Coca-Cola has Pepsi. McDonald’s has Burger King. Toyota has Honda. Why doesn’t YouTube have one?
In: Economics
Three reasons, which you have to look at combined together:
1) Hosting high quality web video is extremely expensive, in both storage and bandwidth. You need a huge amount of money to even get started hosting something that’s remotely close to YouTube in terms of size and quality – there are only a few dozen companies around that could physically afford to do it – Alphabet, Google’s parent company, is the 18th highest grossing company in the *entire world*.
2) In order to make it worthwhile, you have to drag both creators and viewers away from YouTube. Creators won’t move until there’s enough viewers/ad revenue to make it worth it, and viewers won’t move until there’s content they want to watch, so the process is cyclical – not enough viewers is caused by not enough creators, and not enough creators is caused by not enough viewers.
3) You have to do all of the above, while still being at least as good, and ideally better, than YouTube for creators and viewers.

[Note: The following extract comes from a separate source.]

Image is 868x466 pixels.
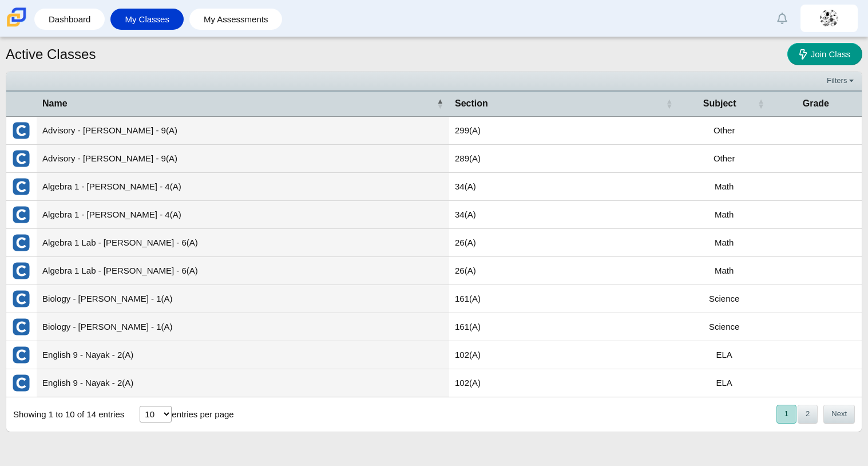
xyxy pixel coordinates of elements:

That’s really hard, and probably going to be expensive, further compounding the above problem.
YouTube had the benefit of growing from nothing in a world where YouTube didn’t exist yet. The fact that YT started off tiny, and the videos started off potato quality didn’t matter, because very few other places on the internet were doing what they were doing – it was new technology.
We now exist in a post-YT world, where the idea of high quality internet videos is no longer either exciting or special, so any potential platform that wants to compete with them has to offer *more* than that.